Why Christy Ann Conlin loves ghost stories
Christy Ann Conlin's gothic novel The Memento is set on the coast of the Bay of Fundy, where she grew up. Conlin was raised on ghost stories and she brings that heritage into the novel, which features a haunted manor house, threatening apparitions and dark family secrets.
Shelagh Rogers: What is it about rural Nova Scotia that makes it such fertile ground for a ghost story?
Christy Ann Conlin: Rural Nova Scotia is steeped in folklore and superstition. I grew up immersed in a world of ghost stories and antiques. We would gather around the fireplace in the winter or the beach fire in the summer and my grandmother would tell us stories. It was very much a part of everyday life. Everyone had family stories and there was a very strong oral tradition.
SR: What was it about antiques that might lead to stories?
CAC: My mother and my grandmother had a really strong belief that objects that were special to people and retained an aspect of that person after they passed. This was an idea that I grew up with and didn't question. There was a real reverence and respect, and a sense of caution as well, with using antique china or sitting in an antique chair. We used some of these things, but there was always a sense of awe and mystery around them and a sense of connection to the past.
SR: You seem attracted to things that give you the shivers.
CAC: I really think most of us, as children, are captivated and terrified by the unknown. The sounds we hear outside at night that we don't understand. As children we're very drawn to scary stories because they encapsulate that fear. That stayed with me as I grew up, and I was really captivated by the role that fear played as we matured. It's always present, but it becomes even more terrifying when we're grown up because we're supposed to be in control of our world and have the ability to understand our past and what's happening around us, and yet there's still so much we can't explain. We have to navigate our way through that fear. It's not necessarily a bad thing — it can teach us to have a healthy respect and to exercise caution. Fear can be our companion, help us take stock, help us make good choices.
SR: Is the creepy, isolated manor house in your book based on a real place?
CAC: There were three experiences I've had that really came together and gave birth to Petal's End, the grand, rambling estate in The Memento. There's a grand home at Starr's Point which is now a museum called Prescott House, and it's a spectacular mansion with beautiful gardens. It's really quite extraordinary. There's also a grand Victorian mansion in Annapolis Royal which is now an inn. When you drive by, you can feel the stories cascading out the windows. It's magnificent.
And then I had another experience, when I was in Northern Ireland finishing my first novel. We were driving in the countryside and we came across an abandoned estate with a manor home. The windows were boarded up but you could still see this circular driveway on the river. We went in and there was a massive, walled garden that stretched for acres. There was a hole in the wall, and having been a lover of the The Secret Garden, we couldn't help going in through the hole, and inside we found this massive, abandoned, tangled world in decay.
This interview has been edited and condensed.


### ASSIGNMENT
I'd like the full listing transcribed exactly, with no images included.

### DATASET EXTRACT
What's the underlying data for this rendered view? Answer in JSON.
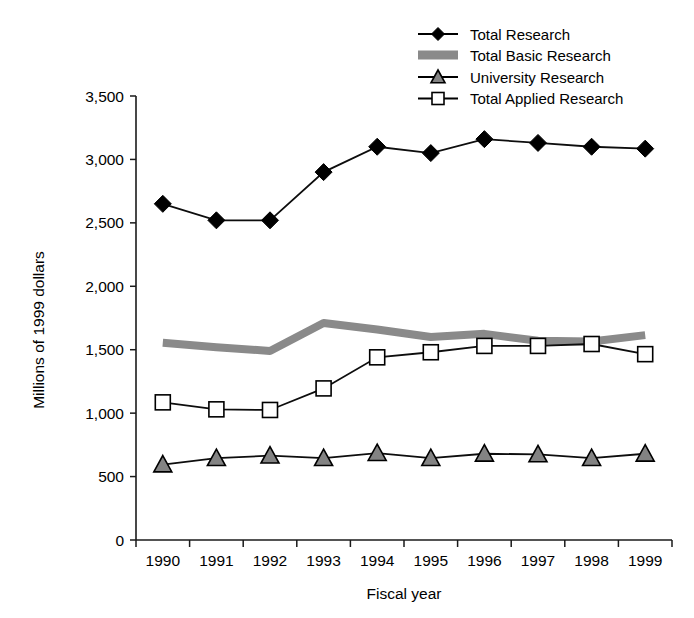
{
  "chart_data": {
    "type": "line",
    "title": "",
    "xlabel": "Fiscal year",
    "ylabel": "Millions of 1999 dollars",
    "categories": [
      "1990",
      "1991",
      "1992",
      "1993",
      "1994",
      "1995",
      "1996",
      "1997",
      "1998",
      "1999"
    ],
    "x": [
      1990,
      1991,
      1992,
      1993,
      1994,
      1995,
      1996,
      1997,
      1998,
      1999
    ],
    "ylim": [
      0,
      3500
    ],
    "yticks": [
      0,
      500,
      1000,
      1500,
      2000,
      2500,
      3000,
      3500
    ],
    "ytick_labels": [
      "0",
      "500",
      "1,000",
      "1,500",
      "2,000",
      "2,500",
      "3,000",
      "3,500"
    ],
    "grid": false,
    "legend_position": "top-right",
    "series": [
      {
        "name": "Total Research",
        "marker": "filled-diamond",
        "color": "#000000",
        "values": [
          2650,
          2520,
          2520,
          2900,
          3100,
          3050,
          3160,
          3130,
          3100,
          3085
        ]
      },
      {
        "name": "Total Basic Research",
        "marker": "shaded-band",
        "color": "#8a8a8a",
        "values": [
          1555,
          1520,
          1490,
          1710,
          1660,
          1600,
          1625,
          1570,
          1565,
          1615
        ]
      },
      {
        "name": "University Research",
        "marker": "filled-triangle",
        "color": "#838383",
        "values": [
          595,
          645,
          665,
          645,
          685,
          645,
          680,
          675,
          645,
          680
        ]
      },
      {
        "name": "Total Applied Research",
        "marker": "open-square",
        "color": "#ffffff",
        "values": [
          1085,
          1030,
          1025,
          1195,
          1440,
          1480,
          1530,
          1530,
          1545,
          1465
        ]
      }
    ]
  },
  "legend": {
    "items": [
      {
        "label": "Total Research",
        "marker": "filled-diamond"
      },
      {
        "label": "Total Basic Research",
        "marker": "shaded-band"
      },
      {
        "label": "University Research",
        "marker": "filled-triangle"
      },
      {
        "label": "Total Applied Research",
        "marker": "open-square"
      }
    ]
  },
  "axes": {
    "y_title": "Millions of 1999 dollars",
    "x_title": "Fiscal year"
  }
}
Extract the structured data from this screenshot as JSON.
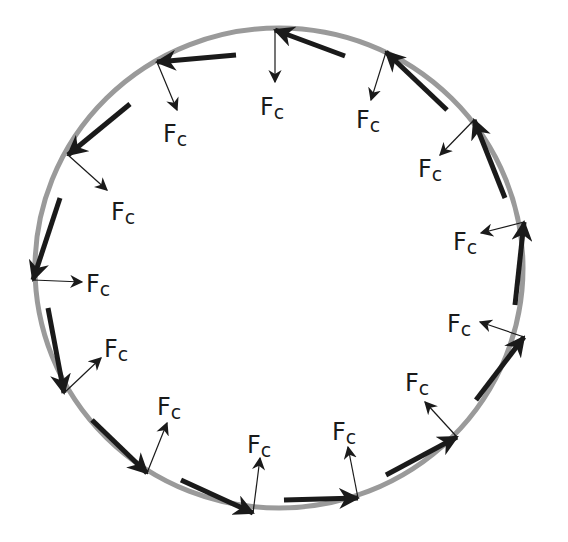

### THE COMPLETED TASK
What's the underlying data for this rendered view? Answer in JSON.
{
  "chart_data": {
    "type": "line",
    "title": "",
    "xlabel": "Fiscal year",
    "ylabel": "Millions of 1999 dollars",
    "categories": [
      "1990",
      "1991",
      "1992",
      "1993",
      "1994",
      "1995",
      "1996",
      "1997",
      "1998",
      "1999"
    ],
    "x": [
      1990,
      1991,
      1992,
      1993,
      1994,
      1995,
      1996,
      1997,
      1998,
      1999
    ],
    "ylim": [
      0,
      3500
    ],
    "yticks": [
      0,
      500,
      1000,
      1500,
      2000,
      2500,
      3000,
      3500
    ],
    "ytick_labels": [
      "0",
      "500",
      "1,000",
      "1,500",
      "2,000",
      "2,500",
      "3,000",
      "3,500"
    ],
    "grid": false,
    "legend_position": "top-right",
    "series": [
      {
        "name": "Total Research",
        "marker": "filled-diamond",
        "color": "#000000",
        "values": [
          2650,
          2520,
          2520,
          2900,
          3100,
          3050,
          3160,
          3130,
          3100,
          3085
        ]
      },
      {
        "name": "Total Basic Research",
        "marker": "shaded-band",
        "color": "#8a8a8a",
        "values": [
          1555,
          1520,
          1490,
          1710,
          1660,
          1600,
          1625,
          1570,
          1565,
          1615
        ]
      },
      {
        "name": "University Research",
        "marker": "filled-triangle",
        "color": "#838383",
        "values": [
          595,
          645,
          665,
          645,
          685,
          645,
          680,
          675,
          645,
          680
        ]
      },
      {
        "name": "Total Applied Research",
        "marker": "open-square",
        "color": "#ffffff",
        "values": [
          1085,
          1030,
          1025,
          1195,
          1440,
          1480,
          1530,
          1530,
          1545,
          1465
        ]
      }
    ]
  },
  "legend": {
    "items": [
      {
        "label": "Total Research",
        "marker": "filled-diamond"
      },
      {
        "label": "Total Basic Research",
        "marker": "shaded-band"
      },
      {
        "label": "University Research",
        "marker": "filled-triangle"
      },
      {
        "label": "Total Applied Research",
        "marker": "open-square"
      }
    ]
  },
  "axes": {
    "y_title": "Millions of 1999 dollars",
    "x_title": "Fiscal year"
  }
}
Extract the structured data from this screenshot as JSON.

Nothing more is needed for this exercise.